Tell our readers about how you like to describe your art practice? Some of your past performances appear to mirror the effects of the structural operations of patriarchal society as a way to highlight their absurdity. Would you like to elaborate on this?
I create characters, moments and parodies that mirror the beauty and terror of our lived experiences. I’m constantly trying to highlight the absurdity of the roles we are coerced into playing through exposing pre-existing power structures. My performances exist in a space between representation and parody. I create characters that on one level can be read as representative of women in society, but on another level have pushed identity production beyond what is deemed acceptable and are thus considered caricatures of themselves.
In my previous work, Miss Debutante, I created a calendar with a female character so drenched in nostalgia and hyper femininity that she can be described as a product of memory and toxic patriarchal society. My work puts female identity production and the complexities thereof front and centre. As Barbara Kruger famously illustrated for us, “Your body is a battleground”. Our bodies are the sites where wars over religion, sex and power play out.
In these times I think the role of performance artists is to confront the underbelly of our society head on. Our bodies are tools that can be wielded to enact political change. What makes the body such a powerful tool is that no one can take it away from you.

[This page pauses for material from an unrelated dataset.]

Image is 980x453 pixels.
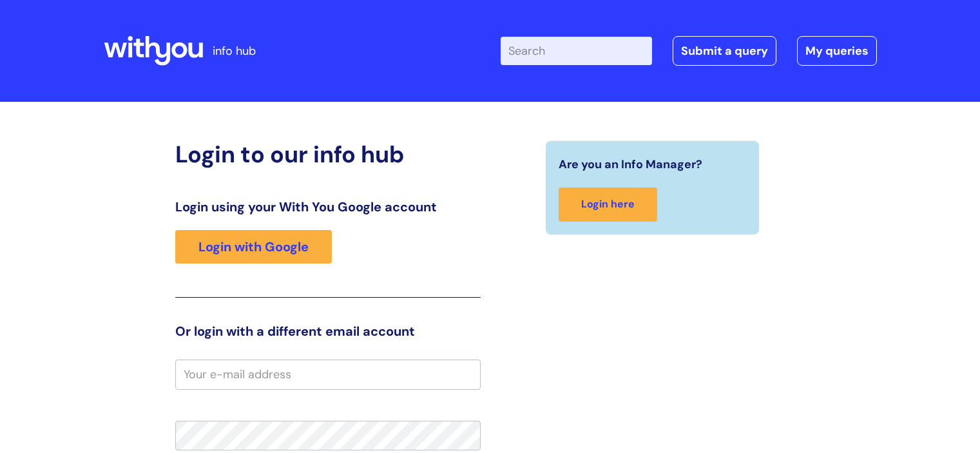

They can try, but we bite back.
In the opening line in the write up for Nightfall you state that “Navigating space is never neutral”. I think this is such a powerful statement. Can you elaborate on the assumptions about space being neutral when people refer to a space as ‘public space’ and how this negates the “tricks” that womxn need to use to navigate ‘public space’?
Public spaces are often considered neutral spaces where all people can interact on a level playing field. This could not be further from the truth. Nightfall is an intervention where I aimed to challenge the neutrality of space and highlight the discord between how men and womxn experience public spaces. Company’s Garden is one of the most used public spaces in central Cape Town. It connects many different areas of the city, but as with many public spaces after nightfall it becomes more dangerous for womxn to navigate. This limits womxn’s ability to move between spaces thus restricting their ability to move freely. Public spaces enforce wider social prejudices. Nightfall at once challenges this discrimination by boldly placing a female body in a public space after dark, but also it highlights the dangers (potentially fatal) of womxn navigating public spaces.
I think it is also important that you mentioned that these tricks have to be learnt. Would you like to say something about how this is a reflection of South African society’s attitude towards womxn and the normalization of womxn constantly feeling unsafe? Perhaps you could expand on your statement that this “hyper-awareness is a form of oppression” in discussing this?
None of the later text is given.